Students want teachers to make up for lost time amid protests
The president of the National Secondary Students Council (NSSC) is hoping that school administrations will implement measures to make up for teaching time lost due to protest action this week. Thousands of students, many of whom are in the throes...
The president of the National Secondary Students Council (NSSC) is hoping that school administrations will implement measures to make up for teaching time lost due to protest action this week.
Thousands of students, many of whom are in the throes of preparation for their mock and final exams, have seen their lessons disrupted since Monday as a result of sick-outs, sit-ins, and overall protests as teachers press the Government for a better wage offer under the public sector compensation review initiative.
On Wednesday, delegates from the 78 islandwide district associations representing the 24,000-strong Jamaica Teachers’ Association voted to reject the current offer on the table.
NSSC President Dannyelle-Jordan Bailey, who attends St Hugh’s High in St Andrew, told The Gleaner that as the two sides fire salvos, the students have been trapped in the middle, causing much frustration for some of her peers.
“It is a saddening situation because everyone is aware that these teachers are undervalued and underpaid, and they are not just teachers but parents, psychologists, and counsellors,” said Bailey, adding that like many of her peers, she empathised with the educators’ plight.
“But at the same time,” she said, “it is affecting the students in the process, especially so close to exams. There are students who have gone to school this week, spent an hour, and then were sent home, which is unfair. So we understand what the teachers are going through, but it does have a domino effect on us.”
She said some mock exams have been postponed altogether and that in at least one school in the Corporate Area, students went in for mock exams, only to be turned out of the exam room.
This part of the year, she said, is when many students are cramming information into their brains, trying to finish the syllabus, and when they are most reliant on teacher support to complete school-based assessment projects and internal assessments for Caribbean Examinations Council-administered exams.
Bailey said she is hopeful that school administrators will take targeted steps to assist students directly affected by the protests.
In the meantime, she has urged her peers not to become complacent about their studies.
Yesterday, Linval Wright, the head of the Jamaica Association of Principals of Secondary Schools, said that although the protests inevitably caused setbacks for students, they were not as bad as others they have faced in recent months.
“It is just something that has to be thought through. I don’t have any ready answers to it, but it is just something that we have to sort through,” he said. “It will be difficult but it is not impossible ‘cause I think COVID-19 was much more difficult. So the important thing for me is to understand that it is not impossible.
“We just need to do the work to ensure that we get all the activities in,” he posited.
SANCTIONS LOOM
Protesting teachers could be hit with deductions from their salaries and leave entitlements as well as other forms of disciplinary action based on a circular sent by the Ministry of Education to school administrators.
In the circular to regional directors, school board chairmen, and principals, the ministry called for proper documentation of leave taken by teachers during the period of disruption.
It also pointed to Regulation 19 (3), which states: “A member of staff who is absent without leave and whose explanation of absence is unacceptable to the board, through the principal, may be liable to a loss of salary in respect of the period of absence.”
The ministry said sick leave for a period exceeding three consecutive school days must be supported by a medical certificate and that ordinarily, casual leave should be applied for before it is taken.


Required action:
Consider the entries given below. Count the lines that include "Educational" and give only the count.

Figure record extracts:

_____

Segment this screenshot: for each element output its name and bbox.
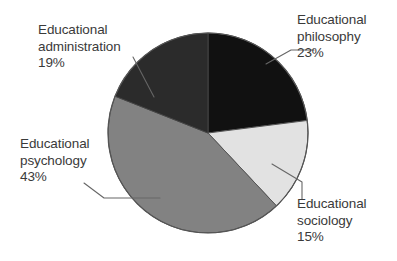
slice-label-sociology-line2: sociology: [297, 213, 366, 230]
slice-value-psychology: 43%: [20, 169, 89, 186]
slice-label-philosophy-line1: Educational: [297, 12, 366, 29]
slice-label-sociology: Educational sociology 15%: [297, 196, 366, 246]
slice-label-philosophy: Educational philosophy 23%: [297, 12, 366, 62]
pie-slice-philosophy[interactable]: [208, 33, 307, 133]
slice-label-psychology: Educational psychology 43%: [20, 136, 89, 186]
slice-label-psychology-line1: Educational: [20, 136, 89, 153]
slice-value-administration: 19%: [38, 55, 121, 72]
slice-value-sociology: 15%: [297, 229, 366, 246]
slice-value-philosophy: 23%: [297, 45, 366, 62]
pie-chart-figure: Educational philosophy 23% Educational a…: [0, 0, 397, 261]
slice-label-psychology-line2: psychology: [20, 153, 89, 170]
slice-label-administration: Educational administration 19%: [38, 22, 121, 72]
slice-label-administration-line1: Educational: [38, 22, 121, 39]
slice-label-philosophy-line2: philosophy: [297, 29, 366, 46]
slice-label-administration-line2: administration: [38, 39, 121, 56]
slice-label-sociology-line1: Educational: [297, 196, 366, 213]
pie-slices: [108, 33, 308, 233]
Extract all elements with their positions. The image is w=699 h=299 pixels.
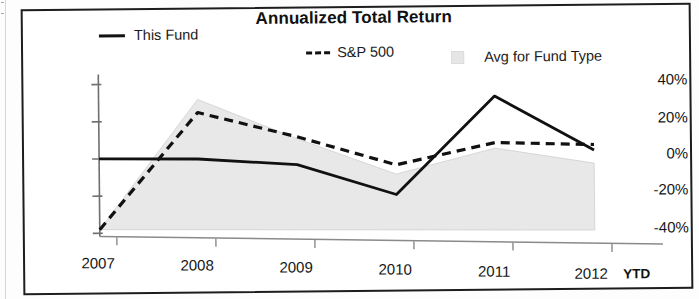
plot-canvas: [21, 3, 690, 291]
x-axis-tick-marks: [117, 233, 612, 257]
y-axis-line: [98, 74, 100, 236]
chart-content: Annualized Total Return This Fund S&P 50…: [21, 3, 690, 291]
scanned-chart-figure: Annualized Total Return This Fund S&P 50…: [0, 0, 699, 299]
page-edge-artifact: [0, 0, 6, 299]
avg-for-fund-type-band: [99, 96, 595, 235]
x-axis-line: [100, 231, 663, 249]
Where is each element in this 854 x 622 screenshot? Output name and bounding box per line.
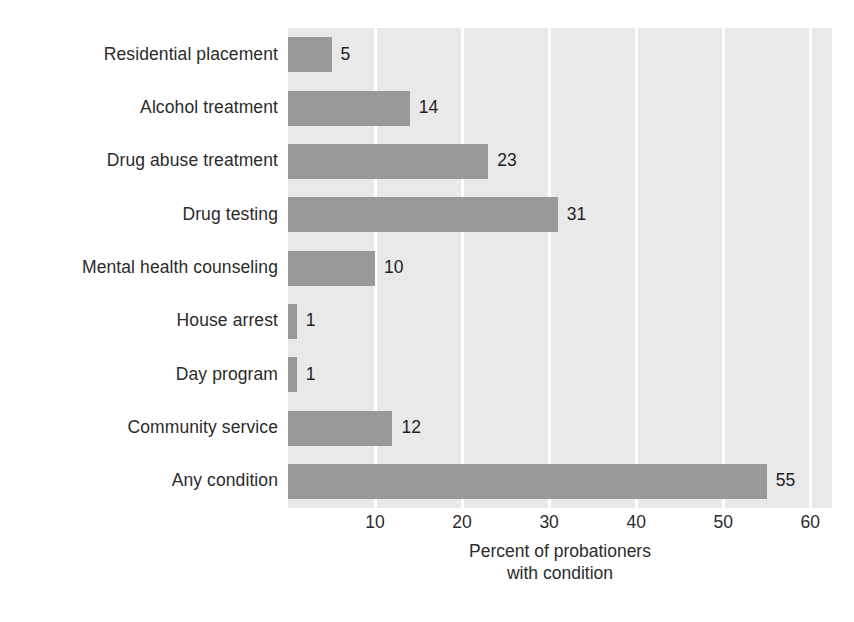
bar	[288, 91, 410, 126]
bar-value-label: 5	[341, 46, 351, 64]
bar	[288, 197, 558, 232]
x-axis: 102030405060	[288, 508, 832, 542]
x-tick-label: 30	[539, 514, 558, 532]
x-tick-mark-50	[722, 502, 725, 508]
x-tick-mark-60	[809, 502, 812, 508]
x-tick-label: 20	[452, 514, 471, 532]
x-tick-label: 10	[365, 514, 384, 532]
x-axis-title: Percent of probationerswith condition	[288, 540, 832, 585]
category-label: Drug testing	[0, 206, 278, 224]
bar-value-label: 31	[567, 206, 586, 224]
plot-area: 514233110111255	[288, 28, 832, 508]
bar	[288, 464, 767, 499]
category-label: Day program	[0, 366, 278, 384]
bar-chart: Residential placementAlcohol treatmentDr…	[0, 0, 854, 622]
x-tick-mark-40	[635, 502, 638, 508]
category-label: Any condition	[0, 472, 278, 490]
bar-value-label: 14	[419, 99, 438, 117]
gridline-40	[635, 28, 638, 508]
x-tick-label: 50	[713, 514, 732, 532]
bar-value-label: 10	[384, 259, 403, 277]
bar	[288, 251, 375, 286]
bar	[288, 144, 488, 179]
bar-value-label: 1	[306, 366, 316, 384]
category-label: Community service	[0, 419, 278, 437]
x-axis-title-line: Percent of probationers	[288, 540, 832, 562]
gridline-60	[809, 28, 812, 508]
bar-value-label: 1	[306, 312, 316, 330]
gridline-30	[548, 28, 551, 508]
x-axis-title-line: with condition	[288, 562, 832, 584]
bar	[288, 37, 332, 72]
x-tick-label: 40	[626, 514, 645, 532]
category-axis: Residential placementAlcohol treatmentDr…	[0, 28, 278, 508]
bar	[288, 357, 297, 392]
bar-value-label: 55	[776, 472, 795, 490]
bar	[288, 304, 297, 339]
bar	[288, 411, 392, 446]
bar-value-label: 23	[497, 152, 516, 170]
x-tick-mark-20	[461, 502, 464, 508]
bar-value-label: 12	[401, 419, 420, 437]
category-label: Mental health counseling	[0, 259, 278, 277]
category-label: Alcohol treatment	[0, 99, 278, 117]
x-tick-mark-10	[374, 502, 377, 508]
category-label: Residential placement	[0, 46, 278, 64]
x-tick-mark-30	[548, 502, 551, 508]
x-tick-label: 60	[801, 514, 820, 532]
gridline-20	[461, 28, 464, 508]
gridline-50	[722, 28, 725, 508]
category-label: House arrest	[0, 312, 278, 330]
category-label: Drug abuse treatment	[0, 152, 278, 170]
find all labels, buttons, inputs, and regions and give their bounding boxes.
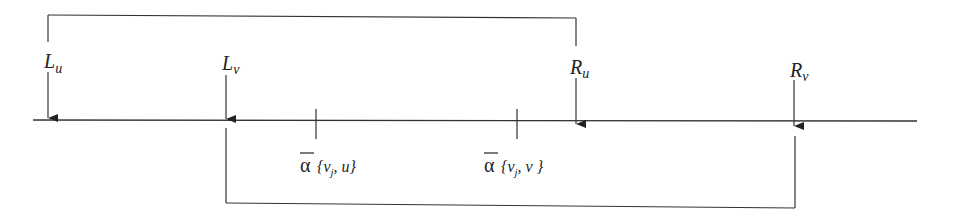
interval-u-bracket — [48, 15, 576, 46]
label-Lu: Lu — [43, 50, 62, 76]
svg-text:α: α — [484, 154, 495, 176]
label-alpha-vj-u: α {vj, u} — [300, 153, 357, 178]
svg-text:{vj, u}: {vj, u} — [317, 158, 357, 178]
label-Ru: Ru — [569, 56, 589, 81]
label-Rv: Rv — [789, 59, 809, 84]
label-alpha-vj-v: α {vj, v } — [484, 153, 544, 178]
main-axis-line — [33, 120, 917, 121]
interval-diagram: Lu Lv Ru Rv α {vj, u} α {vj, v } — [0, 0, 953, 218]
label-Lv: Lv — [221, 52, 240, 77]
svg-text:α: α — [300, 154, 311, 176]
svg-text:{vj, v }: {vj, v } — [501, 158, 544, 178]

_____

Task response:
9